Six of the participants of the Play Proposition will share a selection of the videos from the project and share their thoughts on creating new works inside this model.


Night Three: Thursday, April 30, 2015

  • Nicholas Loess & Joe Sorbara, Start Making Noises Now (90 min)
  • Moderated by Kimber Sider

Start Making Noises Now is an experimental documentary film about free improvised music in Toronto. In 2012, with the help of the Improvisation, Community, and Social Practice research project, Nicholas Loess and Joe Sorbara began gathering upwards of 60 hours of interview and performance footage featuring many of the city's creative improvising musicians. They then got to work constructing a film that would speak to the beauty and complexity of improvised music-making and the diverse ecology of approaches at play in an active community of improvisers. Start Making Noises Now looks at and listens to many of the struggles that make and sustain free improvised music in Toronto. The film asserts both the musicality of human speech and conversation and the dialogical nature of an often cacophonous music. Its lens is as much aural as it is visual. It asks you to listen as much as it asks you to watch. It also asks you to consider, to question, to laugh, to enjoy. And it asks you to improvise.

Nicholas Loess is a Guelph-based video artist and improvisation scholar. He is a PhD candidate in the School of English and Theatre Studies at the University of Guelph where he is exploring the creative linkages between experimental film and improvisation. His "ultra-short" one-minute silent film, 24Progressive, won first prize at the Toronto Urban Film Festival in 2012.

Joe Sorbara is a drummer and percussionist living and making music in Toronto.
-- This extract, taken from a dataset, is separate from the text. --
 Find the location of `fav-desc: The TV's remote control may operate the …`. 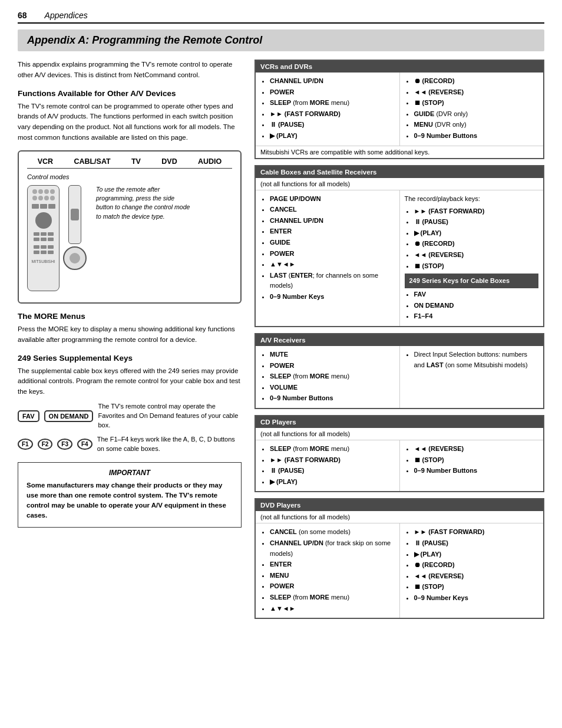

An active member of Toronto's creative music scene, he is equally at home playing jazz standards, free improvised music, punk rock, and chamber music--but he prefers to play them all at the same time. As an educator, Sorbara works with young musicians through the School of Fine Arts at the University of Guelph and through the Regent Park School of Music in Toronto. He is also a member of the Somewhere There Collective, the director of the long-running Leftover Daylight Series, and was a founding board member of the Association of Improvising Musicians Toronto.

We’ll all be more innovative if we participate in collaborative webs and share more openly. Creativity is always a collaboration and it’s always a form of improvisation, written large in the social world.